I think for instance F5 DRAs has realm based routing and even you could do some magic with regex patterns to send it to realm or even to some particular hosts
btw you two options:
- specify the final destination in the request
- put the DRA realm there and if the DRA is clever enough it can do the manipulation or origins and destinations - it acts like a proxy and hides the topology, but like I wrote.. we had to develop a groovy script for the F5 DRA
We were able to get this working by specifying the OCS's realm as the destination realm in the request, and not manually specifying a destination host.
By adding the DRAs (which have their own realm) to the OCS's realm, jdiameter then routes requests to one of the peers in the OCS realm (i.e. one of the DRAs). Because the destination realm in the request is the OCS's realm, the DRA then forwards the request accordingly (that's outside our control, but we've had confirmation that the messages are successfully routed).
Our client's jdiameter config's Network section looks like this:
<Network>
<Peers>
<Peer name="DRA1" rating="1" ip="fill in later"/>
<Peer name="DRA2" rating="1" ip="fill in later"/>
</Peers>
<Realms>
<!-- DRAs -->
<Realm name="dra.realm" peers="DRA1,DRA2" local_action="LOCAL" dynamic="false" exp_time="1">
<ApplicationID>
<VendorId value="0"/>
<AuthApplId value="0"/>
<AcctApplId value="0"/>
</ApplicationID>
</Realm>
<!-- Ro -->
<Realm name="ocs.realm" peers="DRA1,DRA2" local_action="LOCAL" dynamic="false" exp_time="1">
<ApplicationID>
<VendorId value="10415"/>
<AuthApplId value="4"/>
<AcctApplId value="0"/>
</ApplicationID>
</Realm>
</Realms>
</Network>
Note that the DRA's realm supports VendorId 0, AuthApplId 0, AcctApplId 0, so it can connect and send/receive CER/CEA, DPR/DPA and DWR/DWA requests. The OCS's realm supports 3GPP Ro requests, which are then forwarded to the OCS.

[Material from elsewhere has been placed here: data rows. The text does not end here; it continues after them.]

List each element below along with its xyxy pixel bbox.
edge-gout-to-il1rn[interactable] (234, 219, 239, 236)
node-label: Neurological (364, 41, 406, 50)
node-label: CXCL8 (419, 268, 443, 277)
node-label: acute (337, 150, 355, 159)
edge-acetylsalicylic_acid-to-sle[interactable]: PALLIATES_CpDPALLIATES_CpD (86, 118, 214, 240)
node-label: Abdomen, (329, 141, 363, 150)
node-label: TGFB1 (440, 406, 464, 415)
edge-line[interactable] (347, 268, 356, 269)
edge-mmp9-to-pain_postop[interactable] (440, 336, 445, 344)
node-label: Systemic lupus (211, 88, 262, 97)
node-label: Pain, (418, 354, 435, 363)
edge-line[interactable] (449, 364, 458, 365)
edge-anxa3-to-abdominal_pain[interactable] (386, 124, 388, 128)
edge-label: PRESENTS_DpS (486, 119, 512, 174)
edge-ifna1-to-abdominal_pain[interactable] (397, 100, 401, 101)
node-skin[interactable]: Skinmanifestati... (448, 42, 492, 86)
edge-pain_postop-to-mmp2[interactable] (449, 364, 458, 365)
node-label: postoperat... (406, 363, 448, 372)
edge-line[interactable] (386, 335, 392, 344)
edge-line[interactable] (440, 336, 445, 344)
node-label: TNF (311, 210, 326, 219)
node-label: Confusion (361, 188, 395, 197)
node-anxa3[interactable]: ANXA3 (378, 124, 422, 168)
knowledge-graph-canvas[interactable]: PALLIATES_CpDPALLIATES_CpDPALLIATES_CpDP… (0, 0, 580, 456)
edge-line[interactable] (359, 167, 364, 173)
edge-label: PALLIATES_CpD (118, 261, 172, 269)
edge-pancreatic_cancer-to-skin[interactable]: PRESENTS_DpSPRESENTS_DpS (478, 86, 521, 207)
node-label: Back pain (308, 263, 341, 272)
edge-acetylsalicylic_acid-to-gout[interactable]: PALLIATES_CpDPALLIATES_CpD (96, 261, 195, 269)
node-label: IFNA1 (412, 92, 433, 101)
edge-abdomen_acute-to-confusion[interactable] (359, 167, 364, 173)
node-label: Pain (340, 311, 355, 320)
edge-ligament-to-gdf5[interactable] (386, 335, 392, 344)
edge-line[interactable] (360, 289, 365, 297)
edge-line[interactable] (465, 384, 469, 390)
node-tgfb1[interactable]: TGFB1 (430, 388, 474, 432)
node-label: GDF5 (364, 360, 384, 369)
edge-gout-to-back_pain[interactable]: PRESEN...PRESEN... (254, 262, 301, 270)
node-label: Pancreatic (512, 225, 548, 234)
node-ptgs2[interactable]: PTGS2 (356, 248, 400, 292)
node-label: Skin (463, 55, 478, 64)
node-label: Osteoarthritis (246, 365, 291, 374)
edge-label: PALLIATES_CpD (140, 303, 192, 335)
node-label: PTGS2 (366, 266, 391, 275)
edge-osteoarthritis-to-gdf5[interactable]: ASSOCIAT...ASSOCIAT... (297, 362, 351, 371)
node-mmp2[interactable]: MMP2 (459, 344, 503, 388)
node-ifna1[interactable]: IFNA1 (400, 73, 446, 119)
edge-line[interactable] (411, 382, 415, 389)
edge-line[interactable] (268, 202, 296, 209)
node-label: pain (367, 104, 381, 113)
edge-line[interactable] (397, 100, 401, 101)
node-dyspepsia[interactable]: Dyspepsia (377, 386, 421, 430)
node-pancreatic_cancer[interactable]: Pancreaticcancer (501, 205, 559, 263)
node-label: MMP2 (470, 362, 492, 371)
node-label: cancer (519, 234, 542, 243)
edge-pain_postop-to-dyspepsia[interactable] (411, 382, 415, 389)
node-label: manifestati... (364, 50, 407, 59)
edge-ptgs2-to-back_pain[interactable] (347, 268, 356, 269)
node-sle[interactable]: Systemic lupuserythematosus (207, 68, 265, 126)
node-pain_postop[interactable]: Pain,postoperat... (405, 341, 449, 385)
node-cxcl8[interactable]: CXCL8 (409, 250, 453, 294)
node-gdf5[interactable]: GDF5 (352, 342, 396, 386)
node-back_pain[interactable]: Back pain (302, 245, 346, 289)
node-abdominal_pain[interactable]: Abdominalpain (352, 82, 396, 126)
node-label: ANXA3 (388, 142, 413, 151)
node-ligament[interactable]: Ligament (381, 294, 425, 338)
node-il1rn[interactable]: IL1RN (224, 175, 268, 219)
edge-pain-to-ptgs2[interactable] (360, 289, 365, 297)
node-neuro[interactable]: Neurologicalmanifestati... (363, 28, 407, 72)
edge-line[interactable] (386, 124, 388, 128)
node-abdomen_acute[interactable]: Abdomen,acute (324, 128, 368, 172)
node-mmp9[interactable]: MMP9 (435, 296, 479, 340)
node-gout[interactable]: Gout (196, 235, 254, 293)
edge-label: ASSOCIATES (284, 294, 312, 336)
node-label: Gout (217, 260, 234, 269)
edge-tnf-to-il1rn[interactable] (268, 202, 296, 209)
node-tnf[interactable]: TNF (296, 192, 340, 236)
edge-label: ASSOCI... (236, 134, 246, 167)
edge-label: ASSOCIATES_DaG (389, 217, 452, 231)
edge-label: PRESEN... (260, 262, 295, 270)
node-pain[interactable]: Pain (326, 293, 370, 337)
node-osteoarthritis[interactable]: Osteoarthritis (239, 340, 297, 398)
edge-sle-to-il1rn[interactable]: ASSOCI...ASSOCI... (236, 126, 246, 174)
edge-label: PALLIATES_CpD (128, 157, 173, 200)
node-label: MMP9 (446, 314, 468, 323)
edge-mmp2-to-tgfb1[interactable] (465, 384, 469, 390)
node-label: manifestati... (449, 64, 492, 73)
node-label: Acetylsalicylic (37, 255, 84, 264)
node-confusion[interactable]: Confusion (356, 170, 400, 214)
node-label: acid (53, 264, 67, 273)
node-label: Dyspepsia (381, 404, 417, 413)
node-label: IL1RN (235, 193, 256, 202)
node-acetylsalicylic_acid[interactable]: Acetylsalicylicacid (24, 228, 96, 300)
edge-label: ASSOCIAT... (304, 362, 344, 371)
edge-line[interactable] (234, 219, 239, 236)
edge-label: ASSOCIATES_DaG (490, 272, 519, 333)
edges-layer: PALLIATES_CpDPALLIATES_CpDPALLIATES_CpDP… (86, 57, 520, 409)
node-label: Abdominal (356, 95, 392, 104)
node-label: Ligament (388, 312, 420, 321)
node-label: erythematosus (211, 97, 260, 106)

We were able to get this working by specifying the OCS's realm as the destination realm in the request, and not manually specifying a destination host.
By adding the DRAs (which have their own realm) to the OCS's realm, jdiameter then routes requests to one of the peers in the OCS realm (i.e. one of the DRAs). Because the destination realm in the request is the OCS's realm, the DRA then forwards the request accordingly (that's outside our control, but we've had confirmation that the messages are successfully routed).

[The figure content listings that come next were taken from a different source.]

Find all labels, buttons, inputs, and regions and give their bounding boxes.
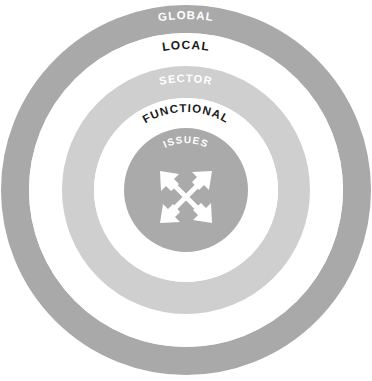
concentric-rings-diagram: GLOBAL LOCAL SECTOR FUNCTIONAL ISSUES (0, 0, 372, 381)
rings-canvas: GLOBAL LOCAL SECTOR FUNCTIONAL ISSUES (0, 0, 372, 381)
ring-issues-shape (124, 128, 248, 252)
ring-label-local: LOCAL (161, 38, 211, 54)
ring-label-local-textpath: LOCAL (161, 38, 211, 54)
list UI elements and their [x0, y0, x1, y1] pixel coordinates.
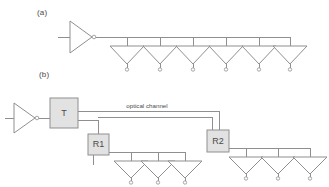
panel-a-tap-2 — [143, 37, 177, 71]
panel-b-amplifier-output-node — [35, 116, 39, 120]
optical-channel-label: optical channel — [126, 102, 167, 109]
transmitter-label: T — [61, 108, 67, 118]
panel-a-tap-4 — [209, 37, 243, 71]
panel-b-r1-tap-3 — [168, 152, 202, 184]
panel-b-r2-tap-3-terminal-node — [308, 177, 311, 180]
panel-b-amplifier-icon — [14, 103, 35, 133]
panel-b-r2-tap-1-receiver-icon — [229, 157, 263, 174]
receiver-r2-label: R2 — [212, 136, 224, 146]
panel-a-tap-3-receiver-icon — [176, 46, 210, 64]
panel-b-r1-tap-3-receiver-icon — [168, 161, 202, 178]
panel-a-tap-2-receiver-icon — [143, 46, 177, 64]
panel-a-group — [58, 21, 307, 71]
panel-a-amplifier-icon — [70, 21, 92, 53]
panel-a-tap-3 — [176, 37, 210, 71]
panel-a-tap-4-terminal-node — [224, 68, 227, 71]
panel-a-amplifier-output-node — [92, 35, 96, 39]
panel-a-tap-1-terminal-node — [125, 68, 128, 71]
panel-b-r1-tap-2-terminal-node — [156, 181, 159, 184]
optical-channel-lower-line — [98, 117, 212, 130]
panel-b-r2-tap-3 — [293, 148, 327, 180]
panel-a-tap-1-receiver-icon — [110, 46, 144, 64]
diagram-svg: T optical channel R1 — [0, 0, 329, 187]
panel-a-tap-3-terminal-node — [191, 68, 194, 71]
panel-b-r1-tap-1-terminal-node — [129, 181, 132, 184]
panel-a-tap-5-terminal-node — [257, 68, 260, 71]
panel-b-group: T optical channel R1 — [5, 98, 327, 184]
panel-a-tap-6-receiver-icon — [273, 46, 307, 64]
panel-a-tap-5-receiver-icon — [242, 46, 276, 64]
panel-b-r1-tap-3-terminal-node — [183, 181, 186, 184]
panel-b-r2-tap-2 — [261, 148, 295, 180]
panel-b-r1-tap-2 — [141, 152, 175, 184]
panel-a-tap-2-terminal-node — [158, 68, 161, 71]
figure-canvas: (a) (b) — [0, 0, 329, 187]
panel-b-r2-tap-1 — [229, 148, 263, 180]
receiver-r1-label: R1 — [93, 139, 105, 149]
panel-a-tap-4-receiver-icon — [209, 46, 243, 64]
panel-b-r2-tap-2-receiver-icon — [261, 157, 295, 174]
panel-a-tap-5 — [242, 37, 276, 71]
optical-channel-upper-line — [78, 111, 219, 130]
optical-channel-to-r1-line — [78, 120, 98, 134]
panel-b-r2-tap-1-terminal-node — [244, 177, 247, 180]
panel-a-tap-6 — [273, 37, 307, 71]
panel-b-r2-tap-3-receiver-icon — [293, 157, 327, 174]
panel-b-r2-tap-2-terminal-node — [276, 177, 279, 180]
panel-b-r1-tap-1 — [114, 152, 148, 184]
panel-a-tap-1 — [110, 37, 144, 71]
panel-a-tap-6-terminal-node — [288, 68, 291, 71]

Our client's jdiameter config's Network section looks like this:
<Network> <Peers> <Peer name="DRA1" rating="1" ip="fill in later"/> <Peer name="DRA2" rating="1" ip="fill in later"/> </Peers> <Realms> <!-- DRAs --> <Realm name="dra.realm" peers="DRA1,DRA2" local_action="LOCAL" dynamic="false" exp_time="1"> <ApplicationID> <VendorId value="0"/> <AuthApplId value="0"/> <AcctApplId value="0"/> </ApplicationID> </Realm> <!-- Ro --> <Realm name="ocs.realm" peers="DRA1,DRA2" local_action="LOCAL" dynamic="false" exp_time="1"> <ApplicationID> <VendorId value="10415"/> <AuthApplId value="4"/> <AcctApplId value="0"/> </ApplicationID> </Realm> </Realms> </Network>
Note that the DRA's realm supports VendorId 0, AuthApplId 0, AcctApplId 0, so it can connect and send/receive CER/CEA, DPR/DPA and DWR/DWA requests. The OCS's realm supports 3GPP Ro requests, which are then forwarded to the OCS.

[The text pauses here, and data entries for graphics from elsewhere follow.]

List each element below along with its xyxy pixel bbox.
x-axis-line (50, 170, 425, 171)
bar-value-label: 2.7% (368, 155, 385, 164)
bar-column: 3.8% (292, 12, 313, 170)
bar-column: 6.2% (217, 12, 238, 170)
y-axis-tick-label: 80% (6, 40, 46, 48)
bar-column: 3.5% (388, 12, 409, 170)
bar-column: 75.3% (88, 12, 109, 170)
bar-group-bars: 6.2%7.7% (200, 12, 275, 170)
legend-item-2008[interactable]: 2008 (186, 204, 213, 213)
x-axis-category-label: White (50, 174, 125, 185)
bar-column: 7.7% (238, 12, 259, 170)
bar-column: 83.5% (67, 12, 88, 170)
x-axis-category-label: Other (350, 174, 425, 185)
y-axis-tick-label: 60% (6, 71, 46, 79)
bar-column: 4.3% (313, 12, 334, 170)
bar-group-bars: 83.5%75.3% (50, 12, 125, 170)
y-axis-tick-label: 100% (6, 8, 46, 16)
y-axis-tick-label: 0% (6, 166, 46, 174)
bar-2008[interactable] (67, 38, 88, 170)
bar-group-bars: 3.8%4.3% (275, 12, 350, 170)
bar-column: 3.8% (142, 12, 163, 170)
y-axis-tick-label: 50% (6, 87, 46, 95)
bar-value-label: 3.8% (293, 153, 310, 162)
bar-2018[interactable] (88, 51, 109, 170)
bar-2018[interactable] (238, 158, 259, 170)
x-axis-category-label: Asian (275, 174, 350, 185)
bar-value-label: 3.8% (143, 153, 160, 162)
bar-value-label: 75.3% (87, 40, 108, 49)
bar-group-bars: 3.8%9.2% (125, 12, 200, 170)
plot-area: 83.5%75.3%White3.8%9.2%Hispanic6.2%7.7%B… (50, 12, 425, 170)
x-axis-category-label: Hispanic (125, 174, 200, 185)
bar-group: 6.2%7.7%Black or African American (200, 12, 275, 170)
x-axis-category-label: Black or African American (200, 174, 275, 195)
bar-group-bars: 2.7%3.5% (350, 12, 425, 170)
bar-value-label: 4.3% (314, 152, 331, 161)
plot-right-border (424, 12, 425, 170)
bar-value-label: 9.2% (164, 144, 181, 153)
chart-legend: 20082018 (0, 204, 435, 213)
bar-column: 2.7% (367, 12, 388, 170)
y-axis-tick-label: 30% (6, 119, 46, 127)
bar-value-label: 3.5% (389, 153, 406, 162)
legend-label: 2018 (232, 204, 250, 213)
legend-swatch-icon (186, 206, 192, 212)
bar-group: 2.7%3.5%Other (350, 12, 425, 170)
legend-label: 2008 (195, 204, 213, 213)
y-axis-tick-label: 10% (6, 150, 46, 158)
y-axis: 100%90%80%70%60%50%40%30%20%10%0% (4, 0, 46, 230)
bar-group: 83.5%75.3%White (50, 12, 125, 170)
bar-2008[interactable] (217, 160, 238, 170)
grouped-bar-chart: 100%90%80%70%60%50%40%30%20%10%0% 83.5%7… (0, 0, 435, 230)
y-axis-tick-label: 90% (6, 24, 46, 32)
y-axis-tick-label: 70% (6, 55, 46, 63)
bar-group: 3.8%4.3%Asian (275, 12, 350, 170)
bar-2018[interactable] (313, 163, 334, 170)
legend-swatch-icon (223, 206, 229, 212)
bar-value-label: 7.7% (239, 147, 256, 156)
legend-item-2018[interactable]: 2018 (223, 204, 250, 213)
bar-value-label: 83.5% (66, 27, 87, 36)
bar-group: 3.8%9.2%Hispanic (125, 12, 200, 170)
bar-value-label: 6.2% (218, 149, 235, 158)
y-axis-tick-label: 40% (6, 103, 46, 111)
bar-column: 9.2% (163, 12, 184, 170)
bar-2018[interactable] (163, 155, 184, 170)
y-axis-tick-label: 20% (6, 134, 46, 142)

Thanks a lot for this. I will look into this option as well. As of this moment we're sending the actual destination which the packet needs to go, in a custom AVP and then trying to replace those from the DRA.
Yes this is possible.
Modifications in the config file : Add the Other Diameter node's realm(not DRA's realm) in the Realms.
and IP Port of the DRA in the Peers.
Example:
<Network>
<Peers>
<Peer name="<DRA ip:port>" attempt_connect="false" rating="1" />
</Peers>
<Realms>
<Realm name="<Other node's Realm>" peers="<DRA IP>" local_action="LOCAL" dynamic="false" exp_time="1">
<ApplicationID>...</ApplicationID>
</Realm>
</Realms>
</Network>
Modifications in the JDiameter Request - Add Destination Host(optional) and Destination Realm of Other node
This would not work. Peers are statically configured. In my case, I was sending the messages to any telco operator in the world. But thanks for this. I think Stephen's and your answers are worthwhile trying out when I dive into diameter again. We closed this project using the DRA only.